Oh, Oxyrhynchus! 

What a fun word to say! Oxy-REEN-cus. Say that at the next family dinner to impress all your loved ones. Oxyrhynchus was an ancient Egyptian City that resided along a canal that fed into the upper Nile River. During the time of Alexander the Great, this became a prosperous Hellenistic City—the third largest in Egypt. After Egypt was Christianized this became a densely populated Christian community. Over the next few centuries, Oxyrhynchus’ prominence and prosperity declined, until an Arabian invasion of Egypt in A.D. 641 sent it into disrepair. For more than 1,000 years the city dumped its garbage in the desert sands just outside the city limits. The canals dried up and buried this dump in deeper sand for another 1,000 years. Due to this city’s ancient greatness, it was home to significant amounts of information. Beginning in 1882, British archeologists began to do excavation works throughout this ancient Egyptian site. What is this all about? The vast amounts of Biblical and non-Biblical papyri discovered over the last 150 years. 

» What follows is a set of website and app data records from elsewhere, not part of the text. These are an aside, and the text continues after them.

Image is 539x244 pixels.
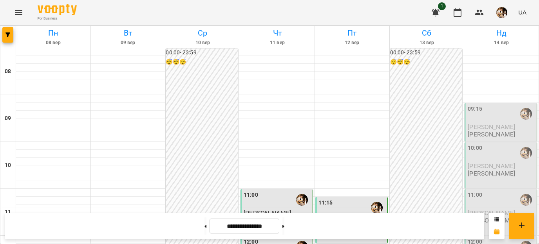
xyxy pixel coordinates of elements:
label: 11:00 [467,191,482,200]
label: 09:15 [467,105,482,114]
p: [PERSON_NAME] [467,131,515,138]
h6: Сб [391,27,463,39]
img: Voopty Logo [38,4,77,15]
h6: Пн [17,27,89,39]
h6: 00:00 - 23:59 [390,49,462,57]
span: 1 [438,2,445,10]
span: UA [518,8,526,16]
h6: 10 [5,161,11,170]
img: Сергій ВЛАСОВИЧ [520,147,532,159]
h6: 11 вер [241,39,313,47]
span: [PERSON_NAME] [467,123,515,131]
h6: 😴😴😴 [390,58,462,67]
img: Сергій ВЛАСОВИЧ [296,194,308,206]
h6: 00:00 - 23:59 [166,49,238,57]
h6: 13 вер [391,39,463,47]
h6: 09 вер [92,39,164,47]
h6: 12 вер [316,39,388,47]
span: [PERSON_NAME] [467,162,515,170]
img: Сергій ВЛАСОВИЧ [520,108,532,120]
img: Сергій ВЛАСОВИЧ [371,202,382,214]
p: [PERSON_NAME] [467,170,515,177]
h6: Чт [241,27,313,39]
h6: 10 вер [166,39,238,47]
h6: 08 [5,67,11,76]
label: 11:15 [318,199,333,207]
h6: Нд [465,27,537,39]
button: UA [515,5,529,20]
h6: Вт [92,27,164,39]
label: 11:00 [243,191,258,200]
button: Menu [9,3,28,22]
h6: 08 вер [17,39,89,47]
img: 0162ea527a5616b79ea1cf03ccdd73a5.jpg [496,7,507,18]
img: Сергій ВЛАСОВИЧ [520,194,532,206]
span: For Business [38,16,77,21]
label: 10:00 [467,144,482,153]
h6: Ср [166,27,238,39]
h6: 09 [5,114,11,123]
h6: 😴😴😴 [166,58,238,67]
h6: Пт [316,27,388,39]
h6: 14 вер [465,39,537,47]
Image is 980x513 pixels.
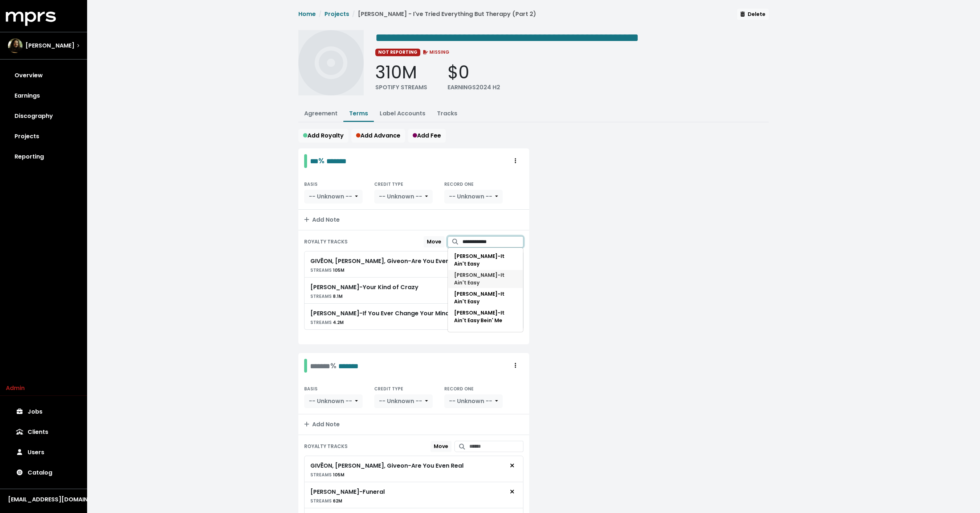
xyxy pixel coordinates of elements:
[310,319,344,326] small: 4.2M
[6,442,81,463] a: Users
[304,190,363,204] button: -- Unknown --
[374,181,403,187] small: CREDIT TYPE
[6,126,81,146] a: Projects
[448,83,500,92] div: EARNINGS 2024 H2
[431,441,452,452] button: Move
[6,146,81,167] a: Reporting
[444,394,503,408] button: -- Unknown --
[298,9,316,18] a: Home
[310,498,342,504] small: 62M
[310,471,331,478] span: STREAMS
[379,397,422,405] span: -- Unknown --
[304,386,317,392] small: BASIS
[374,394,433,408] button: -- Unknown --
[375,62,427,83] div: 310M
[298,210,529,230] button: Add Note
[469,441,523,452] input: Search for tracks by title and link them to this royalty
[375,83,427,92] div: SPOTIFY STREAMS
[310,256,464,266] div: GIVĒON, [PERSON_NAME], Giveon - Are You Even Real
[310,157,318,164] span: Edit value
[304,216,340,223] span: Add Note
[448,308,523,327] button: [PERSON_NAME]-It Ain't Easy Bein' Me
[448,62,500,83] div: $0
[338,363,359,370] span: Edit value
[349,109,368,117] a: Terms
[318,156,324,166] span: %
[408,129,446,142] button: Add Fee
[304,420,340,429] span: Add Note
[449,192,492,201] span: -- Unknown --
[6,422,81,442] a: Clients
[310,293,342,299] small: 8.1M
[6,14,56,23] a: mprs logo
[8,495,80,504] div: [EMAIL_ADDRESS][DOMAIN_NAME]
[356,131,401,140] span: Add Advance
[448,251,523,270] button: [PERSON_NAME]-It Ain't Easy
[444,190,503,204] button: -- Unknown --
[437,109,457,117] a: Tracks
[298,9,536,24] nav: breadcrumb
[427,238,442,245] span: Move
[741,10,765,18] span: Delete
[6,463,81,483] a: Catalog
[8,39,23,53] img: The selected account / producer
[504,459,520,473] button: Remove royalty target
[310,498,331,504] span: STREAMS
[449,397,492,405] span: -- Unknown --
[508,154,523,168] button: Royalty administration options
[25,42,75,50] span: [PERSON_NAME]
[310,283,419,292] div: [PERSON_NAME] - Your Kind of Crazy
[448,270,523,289] button: [PERSON_NAME]-It Ain't Easy
[304,181,317,187] small: BASIS
[422,49,449,55] span: MISSING
[309,192,352,201] span: -- Unknown --
[444,181,474,187] small: RECORD ONE
[310,267,345,273] small: 105M
[454,271,505,286] span: [PERSON_NAME] - It Ain't Easy
[304,394,363,408] button: -- Unknown --
[349,9,536,19] li: [PERSON_NAME] - I've Tried Everything But Therapy (Part 2)
[375,32,638,43] span: Edit value
[737,9,769,20] button: Delete
[304,238,348,245] small: ROYALTY TRACKS
[310,267,331,273] span: STREAMS
[444,386,474,392] small: RECORD ONE
[309,397,352,405] span: -- Unknown --
[462,236,523,247] input: Search for tracks by title and link them to this royalty
[324,9,349,18] a: Projects
[331,360,336,371] span: %
[298,30,364,95] img: Album cover for this project
[310,293,331,299] span: STREAMS
[310,363,331,370] span: Edit value
[374,190,433,204] button: -- Unknown --
[303,131,344,140] span: Add Royalty
[379,109,425,117] a: Label Accounts
[375,49,420,56] span: NOT REPORTING
[310,319,331,326] span: STREAMS
[310,488,385,496] div: [PERSON_NAME] - Funeral
[423,236,445,247] button: Move
[310,461,464,471] div: GIVĒON, [PERSON_NAME], Giveon - Are You Even Real
[298,129,349,142] button: Add Royalty
[412,131,441,140] span: Add Fee
[298,415,529,434] button: Add Note
[6,495,81,504] button: [EMAIL_ADDRESS][DOMAIN_NAME]
[6,65,81,86] a: Overview
[304,443,348,450] small: ROYALTY TRACKS
[379,192,422,201] span: -- Unknown --
[504,485,520,499] button: Remove royalty target
[310,471,345,478] small: 105M
[304,109,338,117] a: Agreement
[327,157,346,164] span: Edit value
[454,290,505,305] span: [PERSON_NAME] - It Ain't Easy
[434,443,448,450] span: Move
[454,253,505,268] span: [PERSON_NAME] - It Ain't Easy
[448,289,523,308] button: [PERSON_NAME]-It Ain't Easy
[508,359,523,373] button: Royalty administration options
[454,309,505,324] span: [PERSON_NAME] - It Ain't Easy Bein' Me
[6,86,81,106] a: Earnings
[6,401,81,422] a: Jobs
[374,386,403,392] small: CREDIT TYPE
[310,309,449,318] div: [PERSON_NAME] - If You Ever Change Your Mind
[6,106,81,126] a: Discography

My recent study in the canon of Scripture has surfaced [pun intended] some of this study. Large amounts of secular works, along with Christian and pseudo-Christian texts have been discovered in droves. Ancient and early fragments of canonical works like Matthew, Mark, Romans, and 1 John have been found there. Some of the non-canonical fragmentary works like the Apocalypse of Baruch, Gospel according to the Hebrews, Shepherd of Hermas, and 20 sayings of the Gospel of Thomas. 

These are not the last works of antiquity we will discover that claim to be authentic. 

The practical question: what do we do when another archeological dig uncovers a lost work claiming to be Christian, works that may challenge our Bible? Do we include them in our Bible? Should we do a Bible Volume II? Do we revisit how we worship, the doctrines we teach, or who we believe Jesus to be? 

The simple answer: we do nothing. Consider how many works have been discovered in the last 150 years, works that were completely unknown before. I’m not a scholar and I can name more than ten. They will continue to unearth Gospel This and Epistle That. Don’t let that undermine your confidence in the books we have! “All Scripture is given by inspiration of God, and is profitable for doctrine, for reproof, for correction, for instruction in righteousness, 17that the man of God may be complete, thoroughly equipped for every good work.” (II Tim. 3:16-17) 

Have faith, my friends, if it was required to make the man of God complete, we should believe God was, and still is, powerful enough to preserve it for us in the canon we have. 

For further study on the canon of Scripture see a special lesson I did a few years ago: “What About The “Lost Books” Of The Bible?”